CAIRO — Egypt’s election commission brushed aside fraud allegations Monday and confirmed a Muslim Brotherhood candidate and a former prime minister will compete in a run-off election next month for the nation’s first freely elected president. CAIRO — Egypt’s election
CAIRO — Egypt’s election commission brushed aside fraud allegations Monday and confirmed a Muslim Brotherhood candidate and a former prime minister will compete in a run-off election next month for the nation’s first freely elected president.
The results mean Mohamed Morsi, a conservative Muslim Brotherhood member, will face secularist Ahmed Shafik in a battle between political Islam and a loyalist to Hosni Mubarak’s deposed regime.
Official figures showed Morsi led last week’s first round election with 5.76 million votes followed by Shafik with 5.5 million.
The Supreme Presidential Election Commission rejected claims of bribery and fraud by losing candidates, including Hamdeen Sabahi, a socialist who came in third. Sabahi trailed Shafik by about 600,000 votes and was regarded by the cultural elite as an ideal alternative to Morsi and Shafik.
“I cannot call this election clean under any circumstances,” said Abdel Moneim Aboul Fotouh, a liberal Islamist who had been a front-runner but finished fourth, at a news conference on Monday. “The national conscience does not allow for labeling these elections as honest.”
The appeals by Aboul Fotouh and others “were not based on justifications of law and facts that could lead to nullifying the electoral process,” said Farouk Sultan, head of the commission. He added that rumors suggesting at least 600,000 army and police officers voted — mostly for Shafik — were false. Egypt does not allow soldiers and policemen to cast ballots.
The election was regarded as one of the most transparent in the nation’s history. Judges oversaw polling stations and ballots for 13 candidates. The military-backed government allowed national and international monitors, including the Carter Center, founded by former President Jimmy Carter, access to much of the process.
Carter told reporters over the weekend that violations occurred but not enough to mar the integrity of the outcome. The poll, he said, was a “great step forward” from the elections held during the 30 years of Mubarak’s oppressive rule. Voter turnout was more than 46 percent, not as high as officials anticipated and much lower than in parliamentary elections.
Egyptians now face a polarizing race between two camps that have battled one another for decades in the Arab world’s most populous state. Morsi of the Muslim Brotherhood, once the most potent opposition to Mubarak and which now controls nearly half of parliament, is running against Shafik, a retired air force general who epitomizes the law-and-order tone of the toppled regime.
One legal challenge remains to Shafik’s candidacy. Parliament passed a law, which was endorsed by the military, forbidding former top Mubarak officials from running for president. The matter is before a court but the election commission indicated it makes the final decision.
The run-off is scheduled for June 16-17. The country has yet to draft a new constitution but ruling military leaders have promised to turn power over to a civilian government by July.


TASK INSTRUCTIONS
As you work through the listing below, copy each line exactly and drop the images.

RECORDS PROVIDED
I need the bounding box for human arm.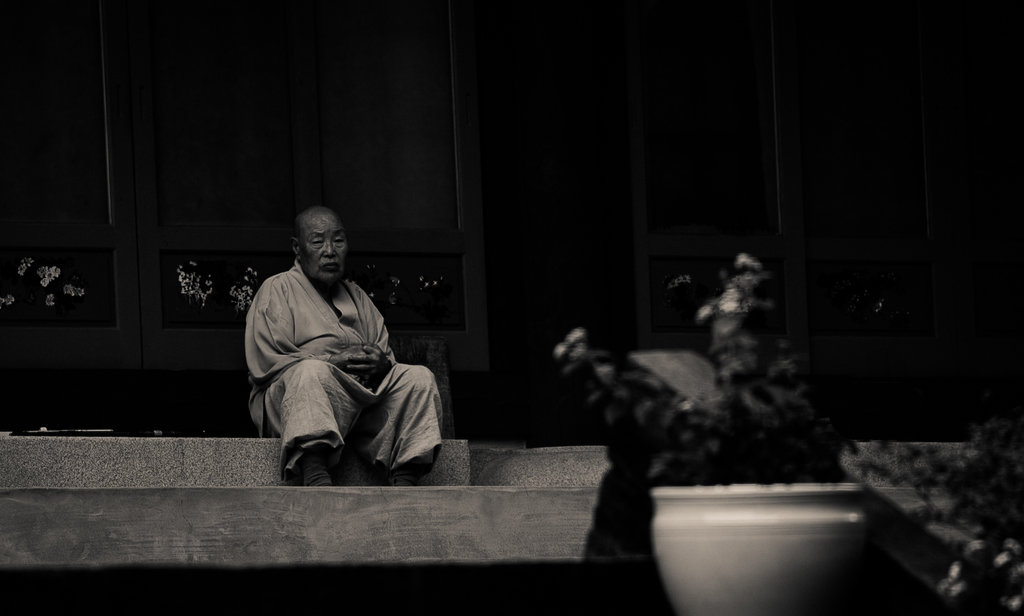
Here it is: <box>345,309,397,380</box>.
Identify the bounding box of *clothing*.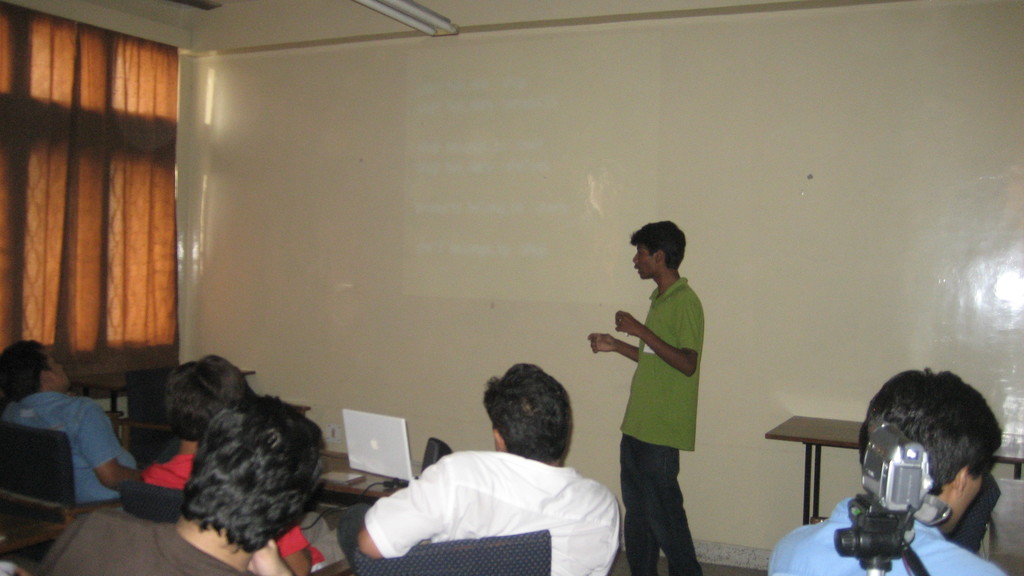
(x1=618, y1=272, x2=708, y2=575).
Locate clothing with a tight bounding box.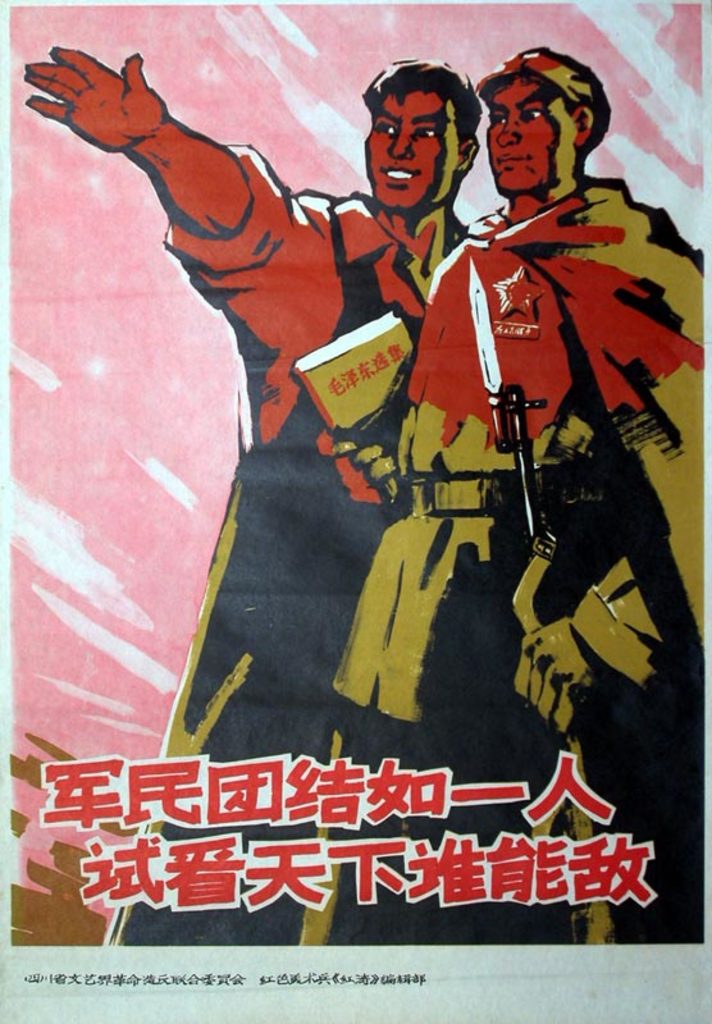
108/138/480/938.
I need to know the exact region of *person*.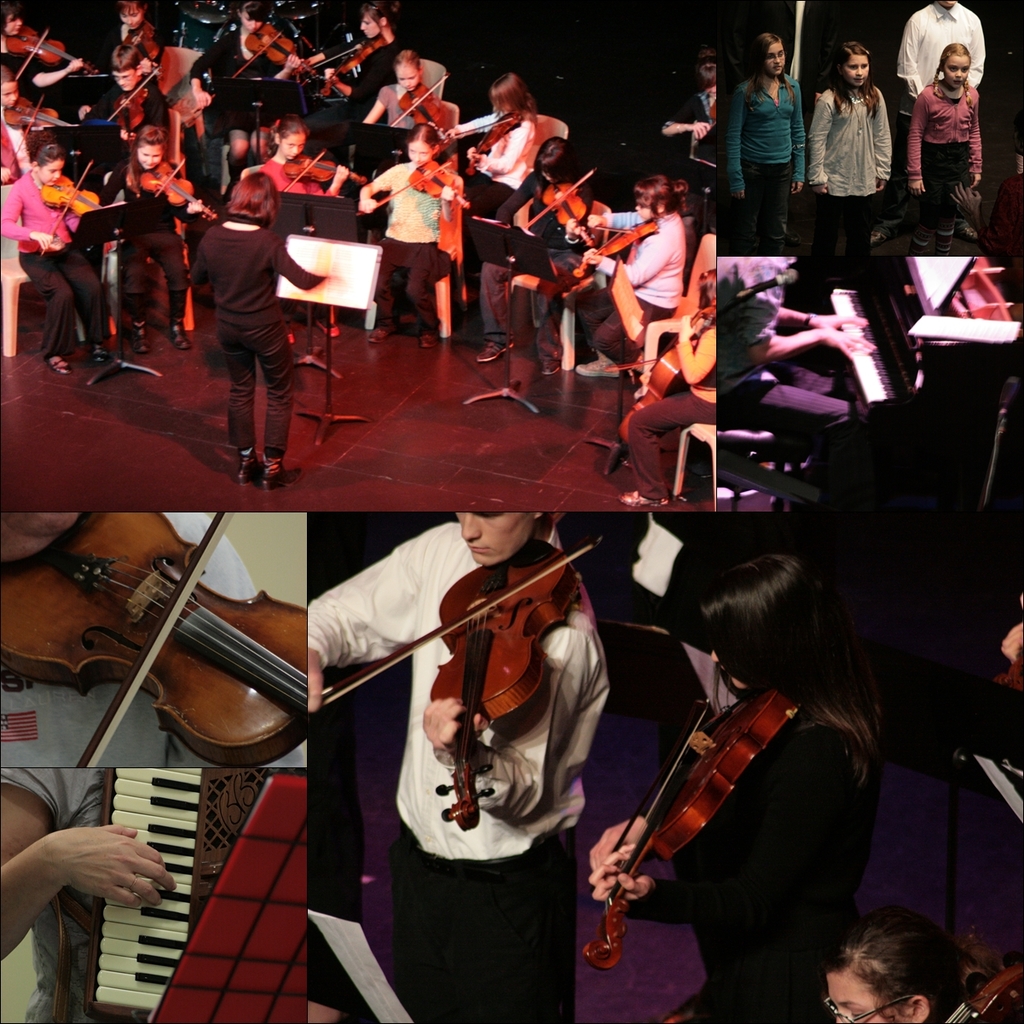
Region: left=0, top=63, right=42, bottom=180.
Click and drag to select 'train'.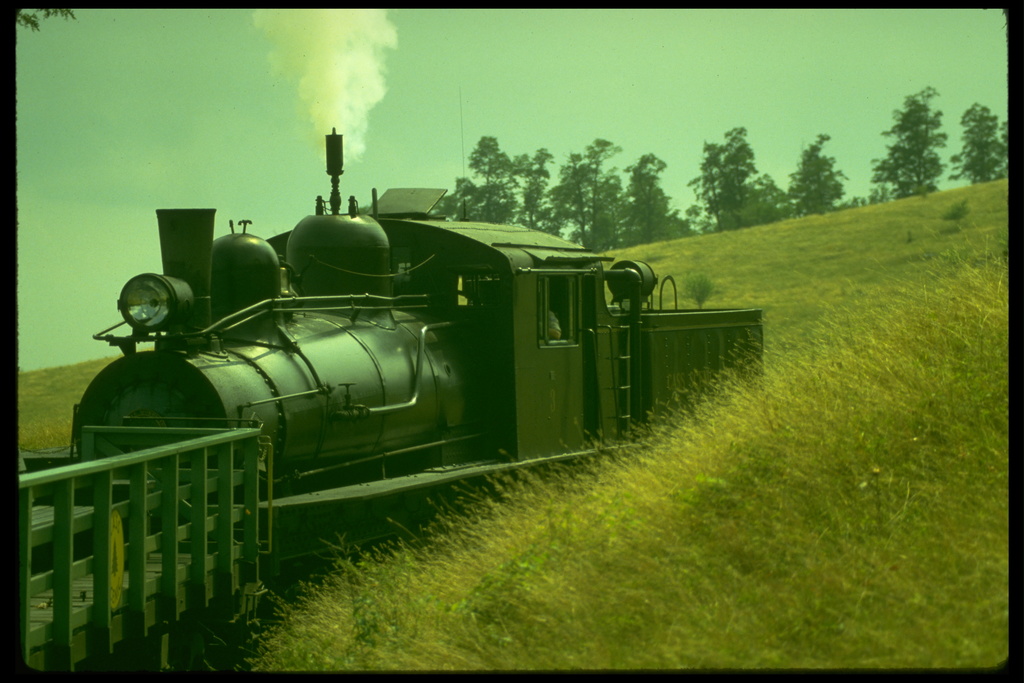
Selection: bbox=(19, 126, 765, 673).
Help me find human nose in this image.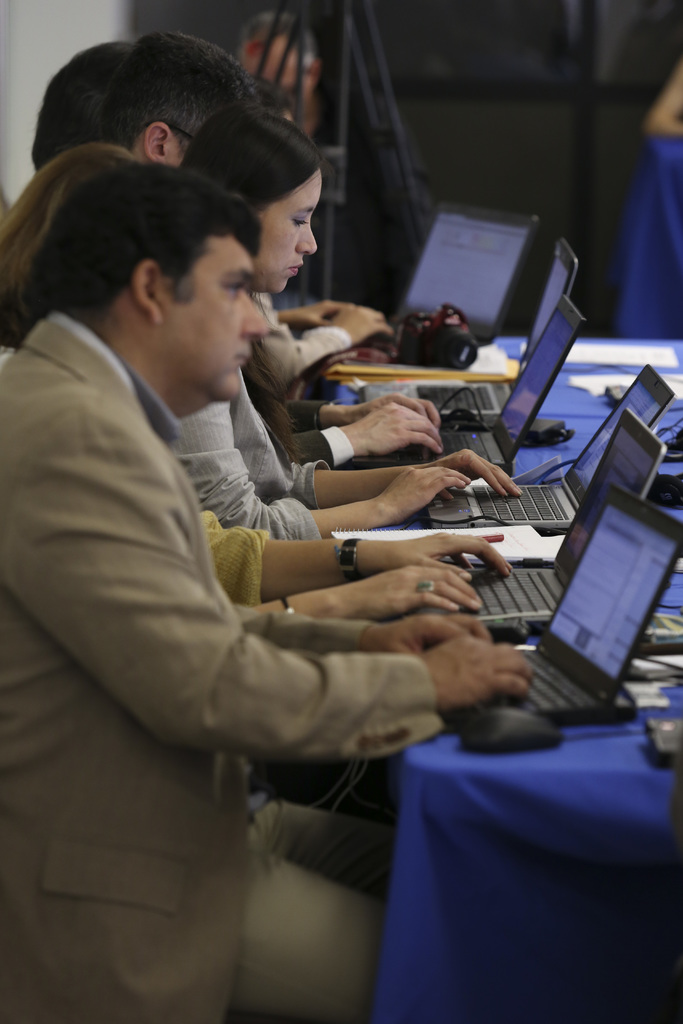
Found it: {"x1": 237, "y1": 294, "x2": 270, "y2": 343}.
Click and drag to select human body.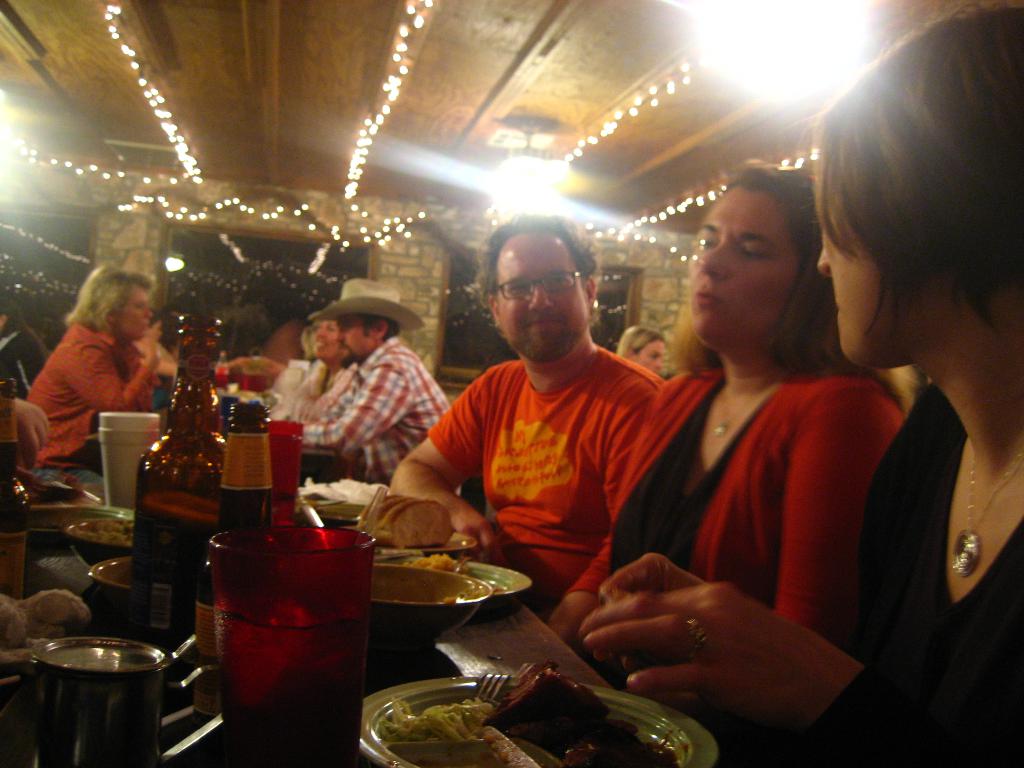
Selection: (22, 261, 163, 497).
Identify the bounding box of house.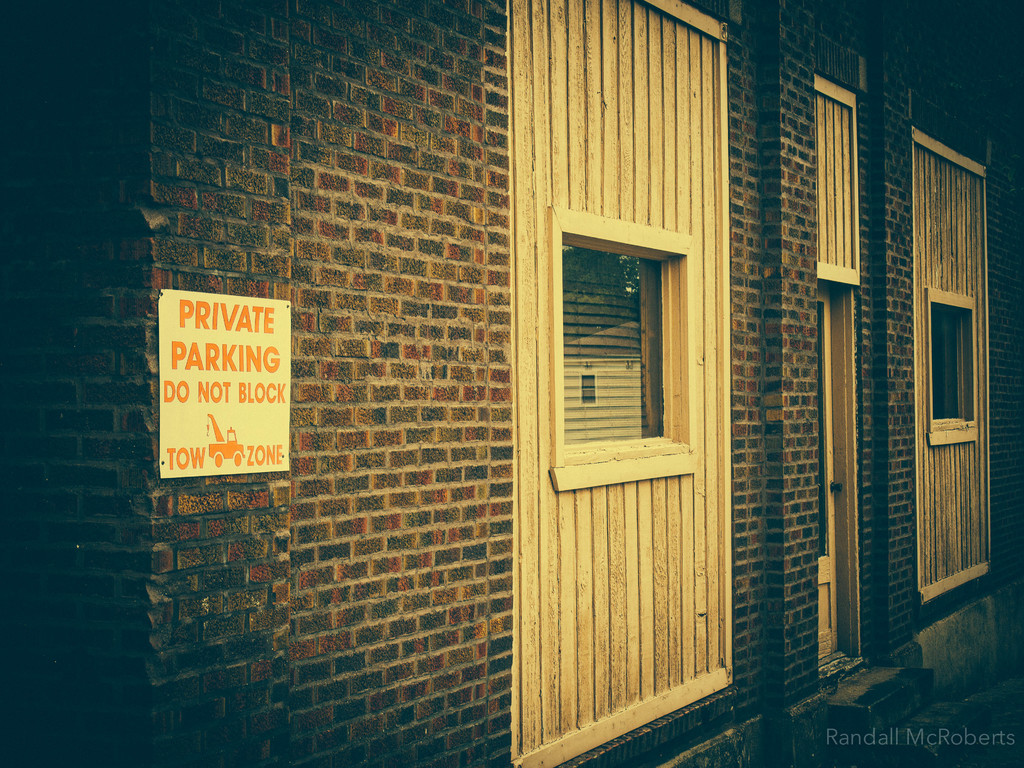
0 0 1023 767.
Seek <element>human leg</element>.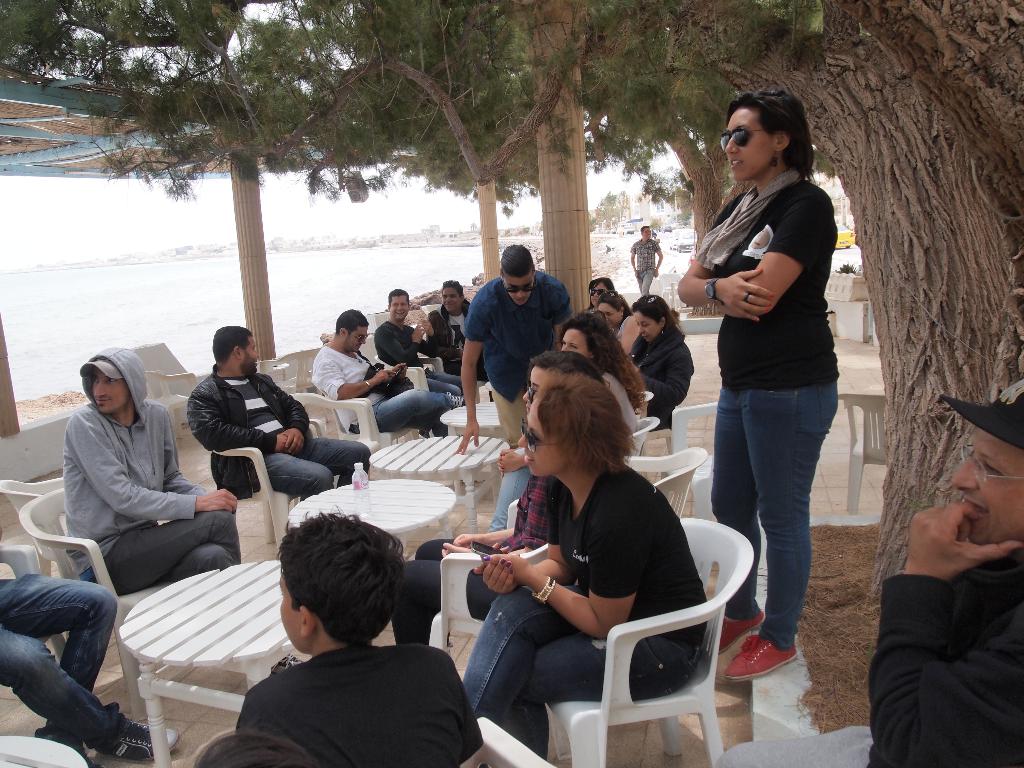
BBox(717, 373, 767, 650).
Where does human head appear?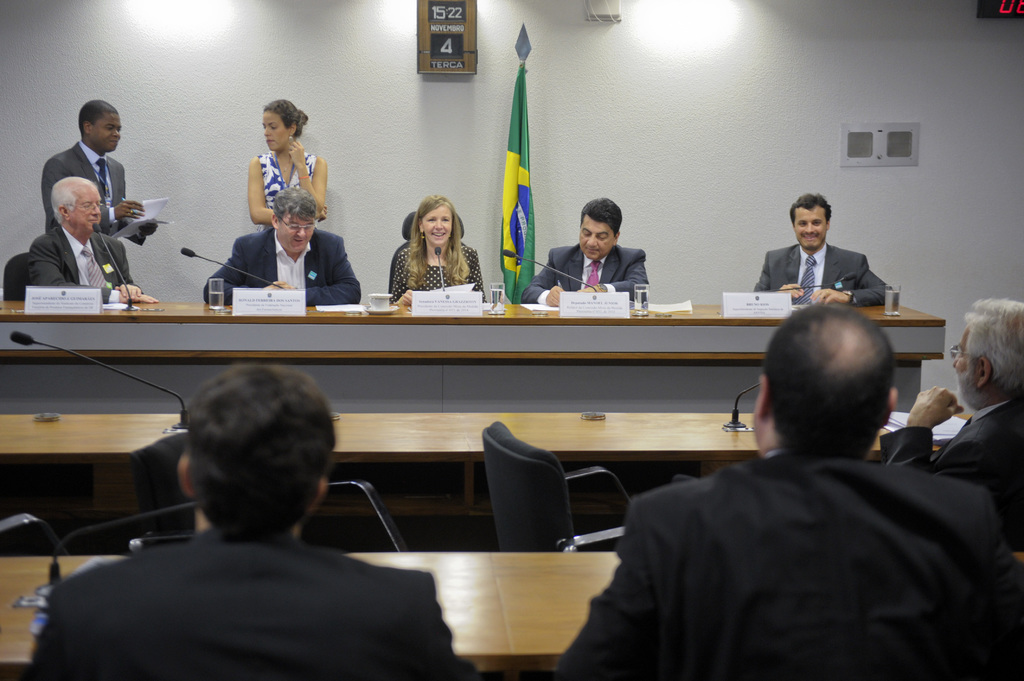
Appears at [x1=415, y1=193, x2=458, y2=247].
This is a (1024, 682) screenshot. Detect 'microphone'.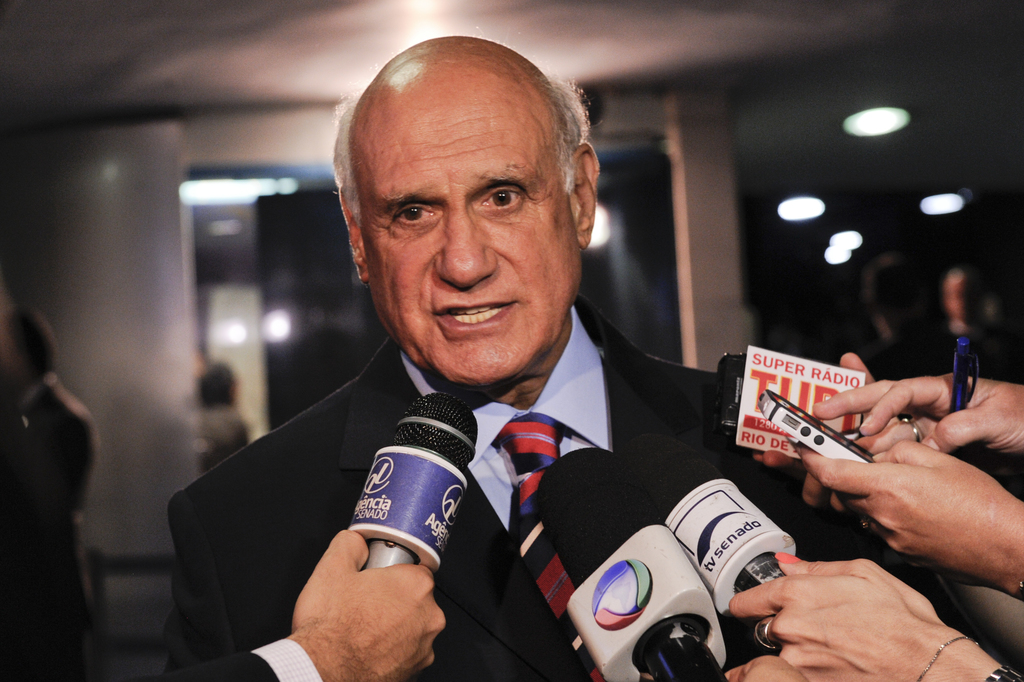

ANSWER TO THIS PROBLEM
I need the bounding box for human arm.
Here it is: <box>345,309,397,380</box>.
Identify the bounding box of *clothing*.
(x1=618, y1=272, x2=708, y2=575).
Locate clothing with a tight bounding box.
108/138/480/938.
I need to know the exact region of *person*.
Region: left=0, top=63, right=42, bottom=180.
Click and drag to select 'train'.
Selection: bbox=(19, 126, 765, 673).
Help me find human nose in this image.
Found it: {"x1": 237, "y1": 294, "x2": 270, "y2": 343}.
Click and drag to select human body.
Selection: (22, 261, 163, 497).
Identify the bounding box of house.
0 0 1023 767.
Seek <element>human leg</element>.
BBox(717, 373, 767, 650).
Where does human head appear?
Appears at [x1=415, y1=193, x2=458, y2=247].
This is a (1024, 682) screenshot. Detect 'microphone'.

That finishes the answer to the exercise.